J. Brit. Astron. Assoc., 106, 6, 1996, p.354

Kenneth Essex Edgeworth – A biographical note

On 1972 October 10 the Association lost one of its senior members when Kenneth Edgeworth died in Dublin at the age of 92. He only wrote one paper for the Association, which was published in the July 1943 issue of the Journal very shortly after he was elected a member on 1943 March 31. At the time of his death the paper had been largely forgotten and its basic importance has only been recognised very recently.

A biographical paper by J. McFarland giving a full account of Edgeworth's life and contribution to astronomy has been accepted for publication in Vistas in Astronomy, so I shall confine myself to a very brief review. He was born on 1880 February 26 at Daramona House, Streete, County Westmeathe, Ireland. Though his parents moved on four years after his birth, the house played a significant role in astronomical development. Edgeworth's uncle William E. Wilson established an observatory here with Grubb 12-inch and 24-inch reflectors. Investigations included an observation of the 1882 transit of Venus, the absorption of heat in the solar atmosphere, the measurement of the temperature of the Sun and the determination of the thermal radiation of sunspots. The observatory was fundamental in the story of photoelectric photometry as it was here that, in April 1895 and January 1896, Professor Minchin's photoelectric cell was first used to measure starlight by Wilson and Professor Fitzgerald.

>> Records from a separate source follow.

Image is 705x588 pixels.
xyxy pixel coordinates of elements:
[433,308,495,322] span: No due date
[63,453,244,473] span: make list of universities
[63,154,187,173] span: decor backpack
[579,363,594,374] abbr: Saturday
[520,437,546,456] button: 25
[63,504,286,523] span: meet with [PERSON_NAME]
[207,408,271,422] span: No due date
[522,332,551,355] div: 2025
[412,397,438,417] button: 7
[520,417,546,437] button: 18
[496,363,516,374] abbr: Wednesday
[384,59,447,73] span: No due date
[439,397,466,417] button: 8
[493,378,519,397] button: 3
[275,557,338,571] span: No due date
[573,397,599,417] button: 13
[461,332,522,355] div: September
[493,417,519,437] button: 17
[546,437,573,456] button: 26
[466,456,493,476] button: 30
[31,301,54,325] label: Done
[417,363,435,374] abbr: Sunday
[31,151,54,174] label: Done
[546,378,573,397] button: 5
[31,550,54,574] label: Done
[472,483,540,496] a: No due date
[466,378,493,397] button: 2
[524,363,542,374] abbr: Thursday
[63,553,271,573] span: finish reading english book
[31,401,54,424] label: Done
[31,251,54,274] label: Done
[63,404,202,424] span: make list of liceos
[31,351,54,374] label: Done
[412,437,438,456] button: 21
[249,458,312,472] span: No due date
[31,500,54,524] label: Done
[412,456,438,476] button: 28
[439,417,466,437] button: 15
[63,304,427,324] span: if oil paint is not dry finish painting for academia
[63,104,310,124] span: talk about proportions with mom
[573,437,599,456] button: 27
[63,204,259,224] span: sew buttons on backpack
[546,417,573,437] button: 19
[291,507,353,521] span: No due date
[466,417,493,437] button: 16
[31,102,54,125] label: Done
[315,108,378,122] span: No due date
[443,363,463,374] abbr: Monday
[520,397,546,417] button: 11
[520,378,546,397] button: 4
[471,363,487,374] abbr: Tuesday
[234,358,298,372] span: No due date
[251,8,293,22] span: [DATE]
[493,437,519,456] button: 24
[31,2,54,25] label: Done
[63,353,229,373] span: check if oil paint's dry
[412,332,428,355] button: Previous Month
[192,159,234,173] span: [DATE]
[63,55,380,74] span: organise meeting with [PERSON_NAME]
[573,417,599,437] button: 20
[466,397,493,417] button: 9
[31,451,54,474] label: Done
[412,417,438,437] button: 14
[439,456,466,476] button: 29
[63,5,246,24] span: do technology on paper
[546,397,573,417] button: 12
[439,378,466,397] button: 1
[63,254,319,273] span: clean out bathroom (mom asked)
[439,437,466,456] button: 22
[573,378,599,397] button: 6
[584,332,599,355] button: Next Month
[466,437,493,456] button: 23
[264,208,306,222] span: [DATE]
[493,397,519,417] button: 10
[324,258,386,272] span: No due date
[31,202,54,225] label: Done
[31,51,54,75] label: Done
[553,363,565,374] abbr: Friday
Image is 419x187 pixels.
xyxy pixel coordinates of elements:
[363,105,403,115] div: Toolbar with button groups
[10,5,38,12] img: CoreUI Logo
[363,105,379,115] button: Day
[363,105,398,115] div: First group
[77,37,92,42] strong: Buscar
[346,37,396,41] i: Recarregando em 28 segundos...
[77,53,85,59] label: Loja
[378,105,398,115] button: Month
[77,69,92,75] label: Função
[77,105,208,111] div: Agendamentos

At the age of 14 Edgeworth won a scholarship to Marlborough and three years later attended the Royal Military Academy at Woolwich. He earned a commission in the Royal Engineers and later the Royal Signals, serving through the First World War where he won the DSO and MC and was three times mentioned in despatches. After the War he was promoted to the rank of Lieutenant-Colonel and retired in 1926. From his published papers we know that his membership of the Institution of Electrical Engineers dates at least from this time.

He then spent five years in the Sudan in the Department of Posts and Telegraphs before returning to Ireland in 1931 to Cherbury, the last home of his parents, where he lived out the remainder of his life. Here he studied international economics at the time of the Depression and published four books on the subject. His uncle had aroused his interest in astronomy and during the 1940s Edgeworth published a number of papers on star formation, the origin and development of the Solar System, red shifts, and red dwarfs. The earliest so far traced was published in 1939.

His one paper published in this Journal was titled 'The Evolution of Our Planetary System'. It is recognised as the first reference (at least so far discovered) in which the suggestion is made of a reservoir of comets existing beyond the planets. He reasoned that there should be a very large number of small bodies, or clusters of bodies, which occasionally enter the inner solar system and appear as comets. He further noted that at this distance collisions between particles were so infrequent that only small bodies (or clusters) could form. This was published some seven years before the Oort Cloud was proposed and eight years before Kuiper presented his paper at the 50th anniversary symposium of Yerkes Observatory.

Later research and theoretical studies have been (and are being) carried out to explain the formation and evolution process of comets but it must be recognised that (as far as can be determined at this time) the first suggestion was made in these pages in 1943. Kenneth Edgeworth's autobiography, entitled Jack of All Trades – The Story of My Life was published by Alan Figgis, Dublin in 1965.